By allowing a s 8 analytical framework to interpret a Criminal Code provision (which is a statute enacted by Parliament), the Court would essentially be creating new common law offences, which is constitutionally prohibited by s 9 of the Charter. Traditionally, criminal statutes have been interpreted through principles of restraint and fair notice. In the minority’s view, the majority’s decision essentially created an open-ended and contextual definition for one of the elements of the offence in question. Such an expansion of the scope of criminal liability would preclude the certainty and stability that are required for fair notice of committing a criminal offence (para 97). Rather than applying the multi-factored test as proposed by the majority, Justice Rowe concluded that the students’ privacy rights were violated due to an infringement of their personal autonomy and sexual integrity. These two factors are derived from sexual nature of the offence itself and the harms that the anti-voyeurism provision seeks to prevent.

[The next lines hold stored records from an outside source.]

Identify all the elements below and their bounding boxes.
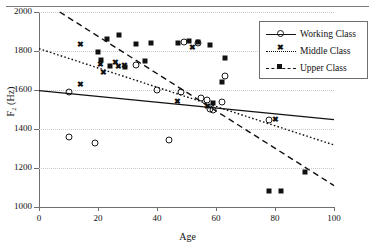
legend-item-working-class[interactable]: Working Class xyxy=(266,26,364,42)
legend-label-middle-class: Middle Class xyxy=(300,44,350,58)
gridline-y xyxy=(39,168,334,169)
data-point xyxy=(98,58,103,63)
data-point: ✖ xyxy=(174,97,181,104)
x-tick xyxy=(157,207,158,211)
x-tick xyxy=(98,207,99,211)
x-tick xyxy=(39,207,40,211)
y-tick-label: 1200 xyxy=(0,163,32,172)
x-tick xyxy=(334,207,335,211)
data-point xyxy=(107,64,112,69)
data-point xyxy=(134,41,139,46)
data-point xyxy=(208,42,213,47)
data-point xyxy=(218,99,225,106)
x-tick-label: 60 xyxy=(203,214,229,223)
legend-symbol-middle-class: ✖ xyxy=(266,43,296,59)
data-point xyxy=(175,40,180,45)
scatter-plot-figure: ✖✖✖✖✖✖✖✖✖✖✖ 020406080100 100012001400160… xyxy=(0,0,375,250)
x-tick-label: 20 xyxy=(85,214,111,223)
data-point xyxy=(222,56,227,61)
x-tick-label: 100 xyxy=(321,214,347,223)
data-point: ✖ xyxy=(189,44,196,51)
y-tick xyxy=(34,207,39,208)
data-point: ✖ xyxy=(77,40,84,47)
x-axis-line xyxy=(39,207,334,208)
data-point: ✖ xyxy=(100,69,107,76)
data-point xyxy=(104,37,109,42)
legend-item-middle-class[interactable]: ✖ Middle Class xyxy=(266,43,364,59)
data-point xyxy=(196,40,201,45)
chart-legend: Working Class ✖ Middle Class Upper Class xyxy=(259,21,368,79)
y-tick xyxy=(34,51,39,52)
data-point xyxy=(133,61,140,68)
data-point xyxy=(143,59,148,64)
y-tick xyxy=(34,129,39,130)
data-point xyxy=(219,80,224,85)
data-point xyxy=(211,100,216,105)
y-tick-label: 2000 xyxy=(0,7,32,16)
data-point xyxy=(92,140,99,147)
data-point xyxy=(302,169,307,174)
data-point xyxy=(187,39,192,44)
legend-symbol-working-class xyxy=(266,26,296,42)
y-tick xyxy=(34,168,39,169)
y-tick xyxy=(34,90,39,91)
data-point xyxy=(116,32,121,37)
data-point: ✖ xyxy=(77,81,84,88)
gridline-y xyxy=(39,129,334,130)
data-point xyxy=(177,89,184,96)
legend-item-upper-class[interactable]: Upper Class xyxy=(266,60,364,76)
gridline-y xyxy=(39,90,334,91)
data-point xyxy=(65,134,72,141)
data-point xyxy=(267,189,272,194)
data-point xyxy=(165,136,172,143)
x-tick-label: 40 xyxy=(144,214,170,223)
page-top-rule xyxy=(6,6,369,7)
x-axis-title: Age xyxy=(0,231,375,242)
x-tick xyxy=(275,207,276,211)
legend-label-working-class: Working Class xyxy=(300,27,356,41)
x-tick-label: 0 xyxy=(26,214,52,223)
data-point: ✖ xyxy=(272,115,279,122)
data-point xyxy=(154,87,161,94)
data-point xyxy=(122,64,127,69)
data-point xyxy=(221,72,228,79)
legend-symbol-upper-class xyxy=(266,60,296,76)
x-tick-label: 80 xyxy=(262,214,288,223)
y-tick-label: 1000 xyxy=(0,202,32,211)
y-tick xyxy=(34,12,39,13)
legend-label-upper-class: Upper Class xyxy=(300,61,347,75)
data-point xyxy=(96,49,101,54)
gridline-y xyxy=(39,12,334,13)
y-axis-title: F₂ (Hz) xyxy=(5,54,16,150)
data-point xyxy=(278,189,283,194)
x-tick xyxy=(216,207,217,211)
data-point xyxy=(149,41,154,46)
data-point xyxy=(65,88,72,95)
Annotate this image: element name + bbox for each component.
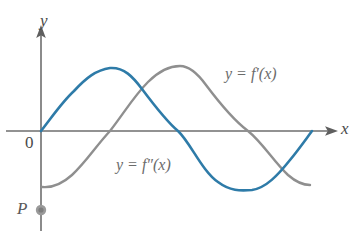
point-p-marker bbox=[36, 205, 46, 215]
graph-figure: y x 0 P y = f′(x) y = f″(x) bbox=[0, 0, 357, 231]
origin-label: 0 bbox=[25, 134, 34, 151]
f-double-prime-curve-label: y = f″(x) bbox=[116, 157, 171, 173]
x-axis bbox=[6, 126, 338, 136]
x-axis-label: x bbox=[341, 120, 349, 137]
f-prime-curve-label: y = f′(x) bbox=[225, 66, 277, 82]
f-prime-curve bbox=[41, 68, 312, 191]
y-axis-label: y bbox=[40, 12, 48, 29]
point-p-label: P bbox=[17, 200, 27, 217]
point-p-dot-inner bbox=[38, 207, 43, 212]
graph-canvas bbox=[0, 0, 357, 231]
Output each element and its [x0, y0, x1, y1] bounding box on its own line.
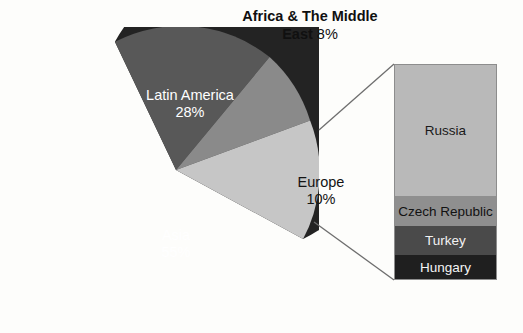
pie-label-africa-middle-east: Africa & The Middle East 8%	[240, 8, 380, 43]
pie-label-africa-middle-east-value: 8%	[317, 26, 338, 42]
bar-segment-russia[interactable]: Russia	[395, 65, 496, 196]
pie-chart: Latin America 28% Asia 55% Europe 10%	[33, 27, 319, 313]
bar-segment-hungary[interactable]: Hungary	[395, 255, 496, 279]
pie-label-africa-middle-east-line1: Africa & The	[242, 8, 327, 24]
bar-segment-turkey[interactable]: Turkey	[395, 226, 496, 255]
callout-line-top	[319, 64, 394, 130]
bar-segment-czech-republic[interactable]: Czech Republic	[395, 196, 496, 226]
pie-svg	[33, 27, 319, 313]
bar-segment-turkey-label: Turkey	[425, 233, 466, 248]
callout-line-bottom	[314, 222, 394, 280]
pie-chart-figure: Latin America 28% Asia 55% Europe 10% Af…	[0, 0, 523, 333]
europe-breakout-stacked-bar: Russia Czech Republic Turkey Hungary	[394, 64, 497, 280]
bar-segment-czech-republic-label: Czech Republic	[398, 204, 493, 219]
bar-segment-russia-label: Russia	[425, 123, 466, 138]
bar-segment-hungary-label: Hungary	[420, 260, 471, 275]
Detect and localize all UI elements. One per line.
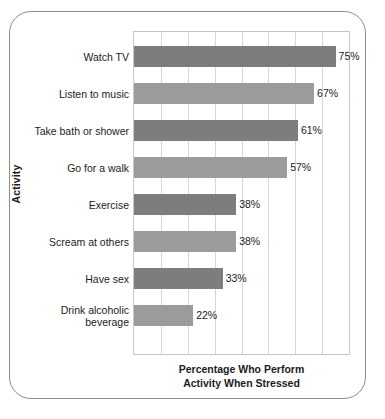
bar-row: Have sex33% [134,260,349,297]
bar-row: Take bath or shower61% [134,112,349,149]
bar-value-label: 33% [223,268,247,289]
bar-series: Watch TV75%Listen to music67%Take bath o… [134,32,349,354]
bar [134,231,236,252]
bar-row: Exercise38% [134,186,349,223]
bar-value-label: 22% [193,305,217,326]
bar [134,157,287,178]
plot-area: Watch TV75%Listen to music67%Take bath o… [133,31,350,355]
bar-value-label: 38% [236,231,260,252]
category-label: Take bath or shower [4,120,129,141]
bar-row: Listen to music67% [134,75,349,112]
bar-chart-figure: Activity Watch TV75%Listen to music67%Ta… [0,0,385,419]
bar-row: Go for a walk57% [134,149,349,186]
category-label: Exercise [4,194,129,215]
bar-row: Drink alcoholic beverage22% [134,297,349,334]
category-label: Drink alcoholic beverage [4,305,129,326]
bar-row: Scream at others38% [134,223,349,260]
category-label: Scream at others [4,231,129,252]
category-label: Go for a walk [4,157,129,178]
bar-value-label: 57% [287,157,311,178]
bar-value-label: 67% [314,83,338,104]
bar-row: Watch TV75% [134,38,349,75]
bar [134,83,314,104]
bar [134,194,236,215]
x-axis-title: Percentage Who Perform Activity When Str… [133,362,350,390]
bar-value-label: 61% [298,120,322,141]
category-label: Have sex [4,268,129,289]
bar [134,46,336,67]
bar [134,120,298,141]
category-label: Listen to music [4,83,129,104]
bar [134,305,193,326]
bar-value-label: 75% [336,46,360,67]
bar [134,268,223,289]
category-label: Watch TV [4,46,129,67]
bar-value-label: 38% [236,194,260,215]
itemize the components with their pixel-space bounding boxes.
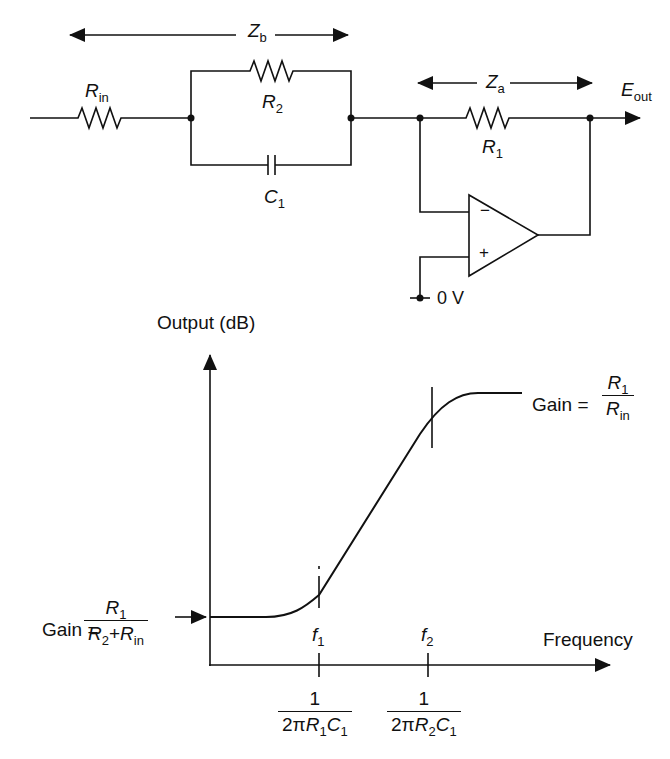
opamp-plus-sign: + bbox=[479, 244, 489, 261]
f2-formula: 1 2πR2C1 bbox=[387, 689, 461, 734]
response-curve bbox=[210, 393, 522, 617]
x-axis-label: Frequency bbox=[543, 630, 633, 649]
node-dot bbox=[348, 115, 355, 122]
y-axis-label: Output (dB) bbox=[157, 313, 255, 332]
node-dot bbox=[417, 115, 424, 122]
ground-dot bbox=[417, 295, 424, 302]
label-c1: C1 bbox=[264, 187, 285, 206]
high-gain-fraction: R1 Rin bbox=[602, 373, 634, 418]
label-rin: Rin bbox=[85, 81, 109, 100]
low-gain-fraction: R1 R2+Rin bbox=[84, 598, 148, 643]
f1-label: f1 bbox=[312, 625, 325, 644]
label-zb: Zb bbox=[248, 21, 267, 40]
rin-resistor bbox=[30, 108, 191, 128]
high-gain-prefix: Gain = bbox=[532, 395, 589, 414]
opamp-minus-sign: − bbox=[480, 202, 490, 219]
c1-capacitor bbox=[191, 118, 351, 175]
r1-resistor bbox=[420, 108, 590, 128]
node-dot bbox=[587, 115, 594, 122]
label-ground-0v: 0 V bbox=[437, 289, 464, 307]
node-dot bbox=[188, 115, 195, 122]
f2-label: f2 bbox=[421, 625, 434, 644]
label-eout: Eout bbox=[621, 80, 652, 99]
label-r2: R2 bbox=[262, 92, 283, 111]
label-r1: R1 bbox=[482, 137, 503, 156]
f1-formula: 1 2πR1C1 bbox=[278, 689, 352, 734]
label-za: Za bbox=[486, 72, 505, 91]
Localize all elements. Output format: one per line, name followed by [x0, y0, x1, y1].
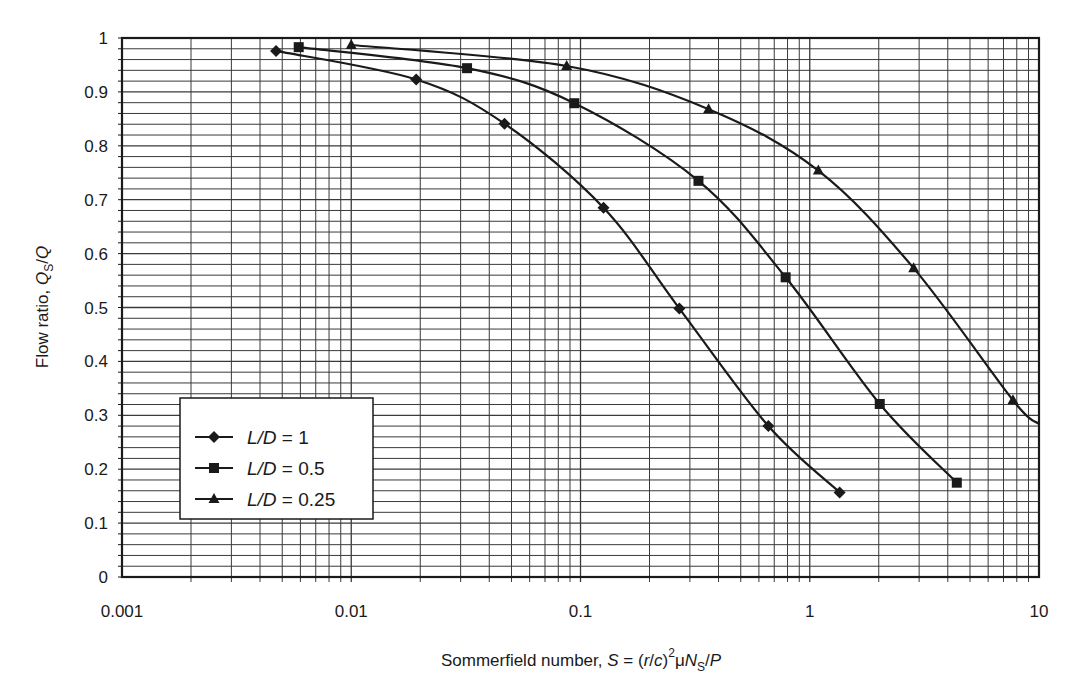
y-tick-label: 0	[99, 568, 108, 587]
y-tick-label: 0.8	[84, 137, 108, 156]
y-tick-label: 0.1	[84, 514, 108, 533]
legend-label: L/D = 1	[247, 427, 309, 448]
x-tick-label: 1	[805, 602, 814, 621]
y-axis-ticks: 00.10.20.30.40.50.60.70.80.91	[84, 29, 122, 587]
y-tick-label: 0.3	[84, 406, 108, 425]
x-tick-label: 0.1	[569, 602, 593, 621]
square-marker-icon	[781, 272, 791, 282]
series-triangle	[346, 39, 1039, 424]
legend-label: L/D = 0.25	[247, 489, 335, 510]
x-axis-title: Sommerfield number, S = (r/c)2μNS/P	[441, 646, 722, 674]
y-axis-title: Flow ratio, QS/Q	[33, 246, 56, 368]
y-tick-label: 0.6	[84, 245, 108, 264]
square-marker-icon	[294, 42, 304, 52]
y-tick-label: 1	[99, 29, 108, 48]
series-line	[351, 45, 1039, 424]
series-square	[294, 42, 962, 488]
flow-ratio-chart: 00.10.20.30.40.50.60.70.80.91 0.0010.010…	[0, 0, 1077, 700]
x-tick-label: 0.001	[101, 602, 144, 621]
series-line	[299, 47, 957, 483]
triangle-marker-icon	[346, 39, 357, 49]
data-series	[270, 39, 1039, 498]
y-tick-label: 0.5	[84, 299, 108, 318]
square-marker-icon	[462, 63, 472, 73]
legend-label: L/D = 0.5	[247, 458, 325, 479]
legend: L/D = 1L/D = 0.5L/D = 0.25	[180, 398, 373, 519]
x-axis-ticks: 0.0010.010.1110	[101, 602, 1049, 621]
square-marker-icon	[875, 399, 885, 409]
square-marker-icon	[209, 463, 219, 473]
square-marker-icon	[952, 478, 962, 488]
y-tick-label: 0.9	[84, 83, 108, 102]
diamond-marker-icon	[270, 45, 282, 57]
square-marker-icon	[693, 176, 703, 186]
y-tick-label: 0.7	[84, 191, 108, 210]
y-tick-label: 0.4	[84, 352, 108, 371]
triangle-marker-icon	[813, 165, 824, 175]
square-marker-icon	[569, 98, 579, 108]
y-tick-label: 0.2	[84, 460, 108, 479]
x-tick-label: 0.01	[335, 602, 368, 621]
x-tick-label: 10	[1030, 602, 1049, 621]
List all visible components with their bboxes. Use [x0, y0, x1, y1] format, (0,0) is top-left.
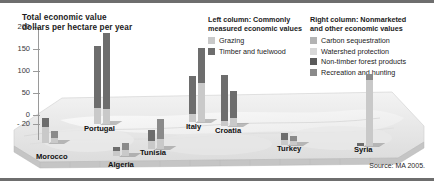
bar-segment: [189, 76, 196, 114]
legend-item-label: Watershed protection: [321, 47, 389, 56]
y-tick-mark: [33, 115, 40, 116]
bar-segment: [42, 118, 49, 127]
bar-segment: [157, 119, 164, 139]
bar-segment: [281, 133, 288, 140]
y-tick-label: 0: [26, 111, 30, 119]
y-tick-label: 100: [17, 67, 30, 75]
bar-segment: [94, 108, 101, 124]
bar-segment: [51, 131, 58, 138]
bar-segment: [103, 33, 110, 109]
country-label: Portugal: [84, 124, 115, 133]
legend-right-heading-line-1: Right column: Nonmarketed: [310, 15, 432, 24]
y-tick-mark: [33, 93, 40, 94]
bar-segment: [148, 130, 155, 141]
country-bar-group[interactable]: [189, 2, 209, 122]
bar-segment: [230, 118, 237, 126]
country-label: Turkey: [277, 144, 301, 153]
bar-right-column[interactable]: [230, 91, 237, 126]
bar-left-column[interactable]: [94, 46, 101, 124]
bar-segment: [189, 114, 196, 122]
country-bar-group[interactable]: [357, 26, 377, 146]
bar-segment: [94, 46, 101, 108]
chart-title-line-1: Total economic value: [22, 13, 132, 23]
bar-left-column[interactable]: [189, 76, 196, 122]
bar-right-column[interactable]: [122, 143, 129, 156]
country-bar-group[interactable]: [148, 29, 168, 149]
bar-right-column[interactable]: [51, 131, 58, 143]
country-label: Syria: [354, 145, 373, 154]
country-bar-group[interactable]: [42, 23, 62, 143]
y-tick-label: - 20: [17, 120, 30, 128]
legend-swatch-icon: [208, 37, 215, 44]
country-label: Italy: [186, 122, 201, 131]
y-tick-label: 150: [17, 45, 30, 53]
legend-item-label: Carbon sequestration: [321, 36, 390, 45]
bar-segment: [51, 138, 58, 143]
legend-swatch-icon: [310, 37, 317, 44]
bar-right-column[interactable]: [157, 119, 164, 149]
country-bar-group[interactable]: [94, 4, 114, 124]
bar-segment: [230, 91, 237, 118]
chart-figure: 200150100500- 20 Total economic value do…: [0, 0, 434, 181]
bar-segment: [198, 83, 205, 122]
frame-top-rule: [0, 0, 434, 3]
bar-segment: [221, 75, 228, 121]
legend-swatch-icon: [310, 58, 317, 65]
country-label: Croatia: [215, 126, 241, 135]
bar-segment: [113, 151, 120, 156]
bar-right-column[interactable]: [103, 33, 110, 124]
bar-segment: [122, 143, 129, 150]
bar-left-column[interactable]: [42, 118, 49, 143]
country-bar-group[interactable]: [113, 36, 133, 156]
bar-segment: [103, 109, 110, 124]
y-tick-label: 50: [22, 89, 30, 97]
y-tick-mark: [33, 124, 40, 125]
bar-segment: [42, 127, 49, 143]
country-bar-group[interactable]: [221, 6, 241, 126]
legend-swatch-icon: [310, 69, 317, 76]
country-label: Tunisia: [140, 148, 166, 157]
country-label: Algeria: [108, 160, 134, 169]
country-label: Morocco: [36, 152, 68, 161]
bar-left-column[interactable]: [221, 75, 228, 126]
y-tick-mark: [33, 71, 40, 72]
chart-title: Total economic value dollars per hectare…: [22, 13, 132, 33]
legend-swatch-icon: [310, 48, 317, 55]
bar-segment: [122, 150, 129, 156]
legend-swatch-icon: [208, 48, 215, 55]
source-note: Source: MA 2005.: [369, 162, 425, 169]
country-bar-group[interactable]: [281, 25, 301, 145]
bar-right-column[interactable]: [198, 48, 205, 122]
chart-title-line-2: dollars per hectare per year: [22, 23, 132, 33]
y-tick-mark: [33, 49, 40, 50]
bar-segment: [366, 80, 373, 146]
frame-bottom-rule: [0, 178, 434, 181]
bar-right-column[interactable]: [366, 74, 373, 146]
bar-segment: [198, 48, 205, 83]
bar-left-column[interactable]: [148, 130, 155, 149]
bar-left-column[interactable]: [113, 147, 120, 156]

Both the majority and concurring opinions ruled that a reasonable expectation of privacy existed and that the responded violated the privacy rights of his students. As such, the Court of Appeal for Ontario decision was overturned and a conviction was entered against Mr. Jarvis.

Implications and Conclusion

The notion of maintaining one’s privacy in traditionally public settings has the potential to open new doors in privacy law. As legal questions surrounding privacy continue to arise, a further question that will be asked is how public settings are going to be defined. For example, digital privacy is a contentious issue, and using the majority’s reasoning, it could be argued that people still have a right to their digital privacy even if that information is publicly available. There may be situations where a reasonable expectation of privacy can arise if such information is gained in a manner that fulfills the criteria set out in the multi-factored approach.

This case is another example of statutory interpretation in the context of interplay between constitutional and statutory provisions. Some have argued that this matter should not have reached the SCC in order to conclude that the students maintained a reasonable expectation of privacy from being surreptitiously recorded by their own teacher. On the other hand, the Court’s divergent opinions on how to assess a reasonable expectation of privacy opens the door for future jurisprudence on using Charter litigation to understand the scope of Criminal Code offences.

Saad Gaya

Saad is currently completing a Juris Doctor program. In addition to contributing to TheCourt.ca, he is also a volunteer for the Canadian Civil Liberties Association, and on the editorial team for the Transnational Legal Theory Journal. He strongly believes in smart advocacy and is developing broad interests in several areas of law, including constitutional, administrative, and regulatory law.